I've noticed that a lot of organizations set up distinct AWS accounts for different stages of their applications, like having one account for development and another for production. While I understand the appeal of isolating environments to prevent potential mishaps, managing resources across multiple accounts can feel cumbersome. Especially when AWS Control Tower is involved, it seems like overseeing numerous accounts could become quite complex. Is there any chance AWS might introduce a feature for isolated environments within a single account to make life easier?
4 Answers
Having separate AWS accounts for each app stage isn't an anti-pattern—it's actually recommended practice. Separate accounts work as permission boundaries and limit the potential blast radius of issues. Companies should build solid foundations that support this type of organization with tools like AWS Control Tower.
I started transitioning to this setup for my stack with 20 microservices. We created multiple accounts for different stages, but honestly, I regret going that granular. It complicates things too much, like VPC and ALB costs, and disaster recovery becomes a headache.
If you're using Infrastructure as Code (IaC), managing across different accounts becomes a breeze since you can point to the right account ID and name your resources appropriately based on the environment. As to whether AWS will ever create a single-account solution for isolated environments, it’s tough to imagine how that’d differ from the existing multi-account model we already use.
Exactly! It's comparable to working with separate accounts under a different interface. Plus, having isolated accounts really boosts security by reducing the risk of human error affecting production.

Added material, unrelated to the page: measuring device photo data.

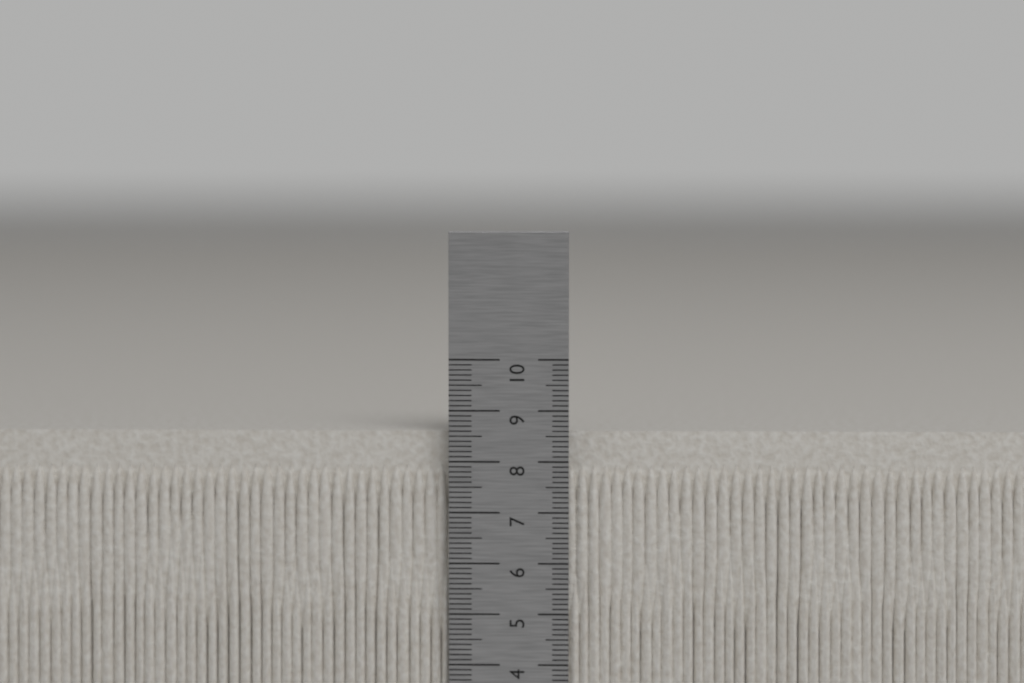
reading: 8.6 cm
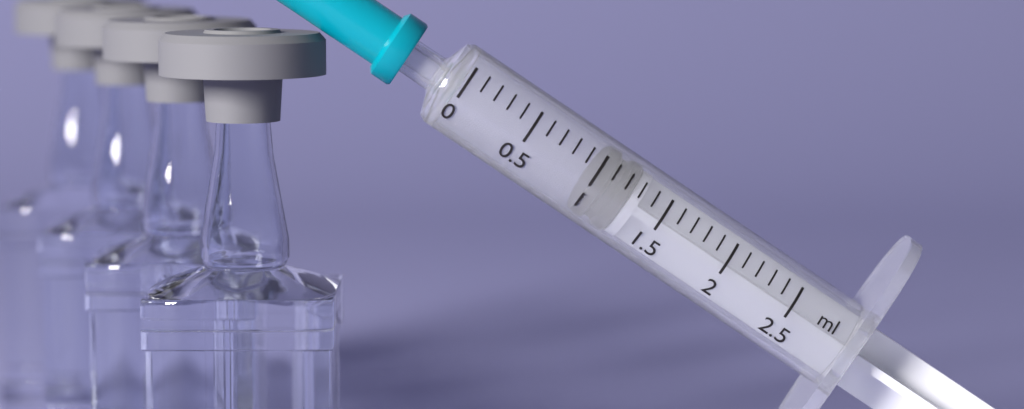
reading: 1.0 ml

I share your skepticism. It seems like AWS has already solved this problem with how accounts work now.
Managing multiple environments within a single account can get chaotic, especially when it comes to resource traffic and shared services. While it’s definitely possible, having separate accounts helps prevent any accidental crossovers between environments—like mistakenly modifying production when you mean to adjust something in dev.
One practical downside to having multiple accounts is the cost that accumulates, particularly for compliance and monitoring tools. It’s a trade-off. While isolation might be necessary for security, it’s essential to weigh it against the extra costs and management overhead involved.
We’re using separate accounts for each project and stage as well. We even have an AWS account for every GitHub branch, except feature branches share their environments.